Louise Glück's 'Trillium': Voices from the Garden
Photo by and (c) 2007 Derek Ramsey. Used under the terms of the GNU Free Documentation License
My last entry, about poet and gardener Stanley Kunitz, kept me thinking about gardens and flowers in poetry. I am a bit of an ignoramus when it comes botany in general, but I still love gardens and flowers. I just need someone to tell me what they are and how to look after them.

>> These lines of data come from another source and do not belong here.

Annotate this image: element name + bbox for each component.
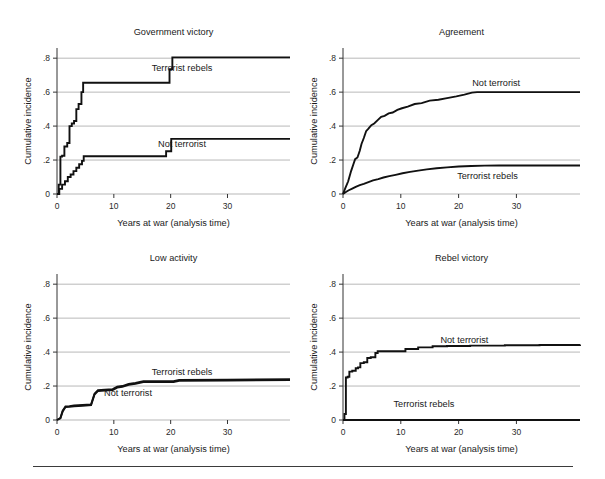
y-tick-label: .2	[43, 381, 50, 391]
series-label-terrorist-rebels: Terrorist rebels	[394, 399, 455, 409]
y-tick-label: .2	[329, 381, 336, 391]
panel-title: Rebel victory	[435, 253, 489, 263]
panel-bottom-left: 0.2.4.6.80102030Terrorist rebelsNot terr…	[0, 0, 302, 479]
cumulative-incidence-figure: 0.2.4.6.80102030Terrorist rebelsNot terr…	[0, 0, 605, 479]
panel-bottom-right: 0.2.4.6.80102030Not terroristTerrorist r…	[303, 0, 605, 479]
x-tick-label: 20	[166, 427, 176, 437]
y-tick-label: .6	[43, 313, 50, 323]
x-tick-label: 10	[109, 427, 119, 437]
series-label-terrorist-rebels: Terrorist rebels	[152, 367, 213, 377]
y-axis-title: Cumulative incidence	[23, 303, 33, 390]
y-tick-label: .8	[329, 279, 336, 289]
panel-title: Low activity	[150, 253, 198, 263]
y-tick-label: 0	[45, 415, 50, 425]
y-tick-label: .4	[329, 347, 336, 357]
x-tick-label: 20	[454, 427, 464, 437]
series-label-not-terrorist: Not terrorist	[440, 335, 488, 345]
y-tick-label: .4	[43, 347, 50, 357]
x-axis-title: Years at war (analysis time)	[405, 444, 518, 454]
y-axis-title: Cumulative incidence	[309, 303, 319, 390]
x-tick-label: 10	[396, 427, 406, 437]
x-axis-title: Years at war (analysis time)	[117, 444, 230, 454]
curve-not-terrorist	[343, 345, 580, 420]
x-tick-label: 0	[341, 427, 346, 437]
x-tick-label: 30	[512, 427, 522, 437]
y-tick-label: .8	[43, 279, 50, 289]
x-tick-label: 0	[55, 427, 60, 437]
series-label-not-terrorist: Not terrorist	[104, 388, 152, 398]
y-tick-label: .6	[329, 313, 336, 323]
y-tick-label: 0	[331, 415, 336, 425]
x-tick-label: 30	[223, 427, 233, 437]
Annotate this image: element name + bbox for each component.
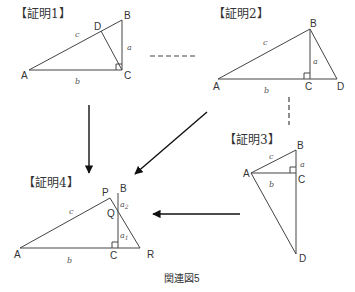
side-a2-label: a2 [120, 200, 129, 210]
point-q-label: Q [107, 208, 115, 219]
side-b-label: b [269, 180, 274, 189]
point-c-label: C [124, 70, 131, 81]
side-a-label: a [313, 57, 318, 66]
proof-2-diagram: 【証明2】 A B C D c a b [213, 7, 344, 95]
related-diagram-5: 【証明1】 A B C D c a b 【証明2】 A B C D c a b … [0, 0, 355, 292]
right-angle-mark [304, 73, 310, 79]
point-a-label: A [243, 168, 250, 179]
right-angle-mark [290, 167, 296, 173]
side-a1-label: a1 [120, 231, 129, 241]
point-c-label: C [110, 250, 117, 261]
proof-2-title: 【証明2】 [213, 7, 269, 21]
side-c-label: c [75, 30, 80, 39]
point-d-label: D [94, 21, 101, 32]
triangle-abd [218, 29, 337, 79]
triangle-abd [251, 150, 296, 254]
point-a-label: A [21, 70, 28, 81]
point-c-label: C [305, 81, 312, 92]
point-r-label: R [147, 249, 154, 260]
proof-4-diagram: 【証明4】 A B C P Q R c b a2 a1 [14, 176, 154, 265]
proof-3-diagram: 【証明3】 A B C D c a b [224, 133, 306, 264]
side-c-label: c [269, 152, 274, 161]
side-c-label: c [69, 207, 74, 216]
side-b-label: b [264, 86, 269, 95]
point-p-label: P [102, 187, 109, 198]
side-b-label: b [75, 77, 80, 86]
side-c-label: c [263, 38, 268, 47]
figure-caption: 関連図5 [164, 272, 200, 284]
point-b-label: B [124, 10, 131, 21]
point-c-label: C [298, 174, 305, 185]
point-b-label: B [297, 140, 304, 151]
proof-1-diagram: 【証明1】 A B C D c a b [15, 7, 132, 86]
segment-ap [20, 198, 110, 248]
side-b-label: b [67, 256, 72, 265]
proof-4-title: 【証明4】 [23, 176, 79, 190]
arrow-proof2-to-proof4 [135, 112, 207, 174]
point-b-label: B [120, 183, 127, 194]
side-a-label: a [127, 43, 132, 52]
proof-1-title: 【証明1】 [15, 7, 71, 21]
right-angle-mark [112, 242, 118, 248]
proof-3-title: 【証明3】 [224, 133, 280, 147]
point-a-label: A [14, 249, 21, 260]
point-a-label: A [213, 81, 220, 92]
point-d-label: D [337, 81, 344, 92]
point-b-label: B [310, 18, 317, 29]
point-d-label: D [299, 253, 306, 264]
side-a-label: a [300, 160, 305, 169]
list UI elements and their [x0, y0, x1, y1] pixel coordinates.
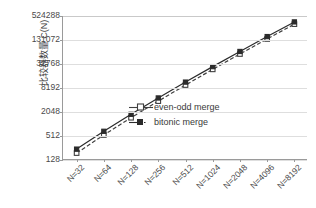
- gridline: [63, 136, 307, 137]
- y-tick-mark: [60, 16, 63, 17]
- legend-label-bitonic-merge: bitonic merge: [154, 117, 208, 128]
- data-point-marker: [102, 129, 106, 133]
- x-tick-mark: [104, 159, 105, 162]
- legend-label-even-odd-merge: even-odd merge: [154, 102, 220, 113]
- data-point-marker: [183, 80, 187, 84]
- x-tick-mark: [131, 159, 132, 162]
- gridline: [63, 88, 307, 89]
- y-tick-mark: [60, 112, 63, 113]
- x-tick-mark: [186, 159, 187, 162]
- x-tick-mark: [267, 159, 268, 162]
- y-tick-mark: [60, 40, 63, 41]
- y-tick-mark: [60, 160, 63, 161]
- y-tick-mark: [60, 136, 63, 137]
- y-tick-mark: [60, 88, 63, 89]
- x-tick-mark: [240, 159, 241, 162]
- chart-legend: even-odd merge bitonic merge: [128, 100, 240, 130]
- y-tick-label: 32768: [2, 59, 60, 68]
- y-tick-label: 524288: [2, 11, 60, 20]
- data-point-marker: [238, 49, 242, 53]
- y-tick-label: 512: [2, 131, 60, 140]
- y-tick-mark: [60, 64, 63, 65]
- gridline: [63, 16, 307, 17]
- y-tick-label: 8192: [2, 83, 60, 92]
- legend-marker-filled-square-icon: [128, 117, 154, 128]
- legend-marker-open-square-icon: [128, 102, 154, 113]
- x-axis-tick-labels: N=32N=64N=128N=256N=512N=1024N=2048N=409…: [0, 163, 316, 208]
- data-point-marker: [292, 20, 296, 24]
- y-tick-label: 131072: [2, 35, 60, 44]
- data-point-marker: [75, 147, 79, 151]
- x-tick-mark: [213, 159, 214, 162]
- y-tick-label: 2048: [2, 107, 60, 116]
- legend-item-even-odd-merge: even-odd merge: [128, 100, 240, 115]
- legend-item-bitonic-merge: bitonic merge: [128, 115, 240, 130]
- chart-container: 比较器数量 C(N) 12851220488192327681310725242…: [0, 0, 316, 208]
- plot-area: [62, 16, 307, 160]
- data-point-marker: [265, 34, 269, 38]
- x-tick-mark: [77, 159, 78, 162]
- data-point-marker: [211, 65, 215, 69]
- gridline: [63, 64, 307, 65]
- gridline: [63, 40, 307, 41]
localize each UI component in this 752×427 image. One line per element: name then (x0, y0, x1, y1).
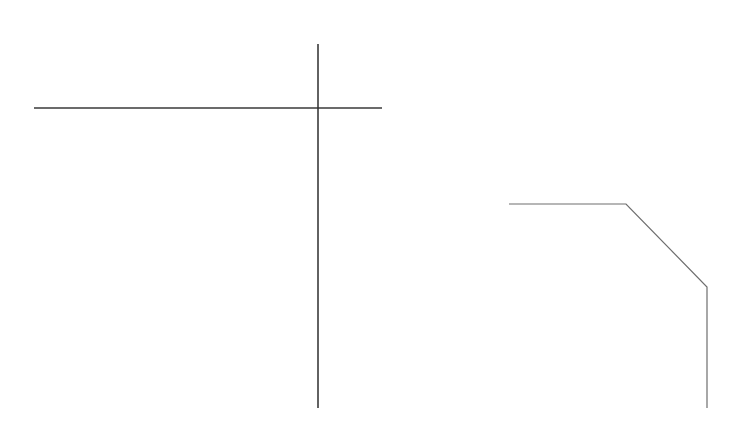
drawing-canvas (0, 0, 752, 427)
bent-polyline (509, 204, 707, 408)
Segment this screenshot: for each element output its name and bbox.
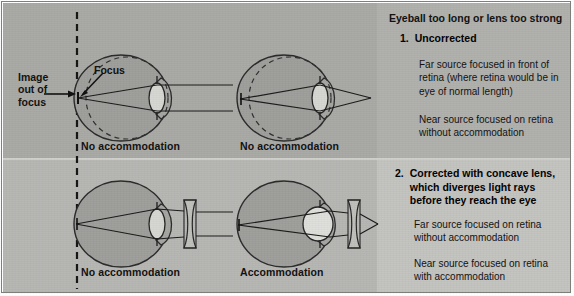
section-1-paragraph-2: Near source focused on retina without ac… [419, 113, 567, 140]
label-top-left-diagram: No accommodation [81, 140, 180, 153]
label-top-right-diagram: No accommodation [240, 140, 339, 153]
callout-image-out-of-focus: Image out of focus [18, 71, 64, 108]
section-2-paragraph-1: Far source focused on retina without acc… [414, 218, 566, 245]
section-2-number: 2. [395, 167, 404, 179]
figure-root: Image out of focus Focus No accommodatio… [0, 0, 574, 296]
section-divider [3, 158, 571, 160]
section-1-paragraph-1: Far source focused in front of retina (w… [419, 58, 567, 98]
section-1-number: 1. [400, 32, 409, 44]
callout-focus: Focus [94, 64, 125, 76]
callout-line-1: Image [18, 71, 64, 83]
callout-line-2: out of [18, 83, 64, 95]
label-bottom-left-diagram: No accommodation [81, 266, 180, 279]
section-1: 1. Uncorrected [400, 32, 568, 46]
section-2-paragraph-2: Near source focused on retina with accom… [414, 257, 566, 284]
label-bottom-right-diagram: Accommodation [240, 266, 324, 279]
section-1-heading: Uncorrected [415, 32, 477, 46]
callout-line-3: focus [18, 96, 64, 108]
figure-title: Eyeball too long or lens too strong [389, 12, 567, 25]
section-2-heading: Corrected with concave lens, which diver… [410, 167, 567, 208]
section-2: 2. Corrected with concave lens, which di… [395, 167, 567, 208]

The trillium is a North American and Asian flower, found in temperate regions. In the Canadian province of Ontario, it is the province's official flower, and rarer varieties are protected. It is also the theme of one of Louise Glück's great poems, from her Pulitzer Prize-winning collection The Wild Iris.
TRILLIUM (Louise Glück)
The Wild Iris was my entry point into Louise Glück's work, as I am sure it has been for many people. Its poems speak with various voices - primarily those of the flowers, but also a gardener's voice, and a god's voice. The flowers speak like resurrected beings, or angels, or Wordsworthian children who have just been born.
At the end of my suffering
there was a door.
Hear me out: that which you call death
I remember.
(from 'The Wild Iris')
The flowers describe pure, unmediated emotion, prescient but still innocent (although some of these emotions are dark). The language of the poems is clear, shining, needing no adornment.
I didn't even know I felt grief
until that word came, until I felt
rain streaming from me.
(from 'Trillium')
I'm definitely not expert enough to really comment on the differences between contemporary British and American poetry, but it seems to me that American poetry is (in general) far more willing to acknowledge the spiritual dimension, whether it is reacting against it, or celebrating it. The Wild Iris seems like a good example of this trend. It is a beautiful collection which I highly recommend.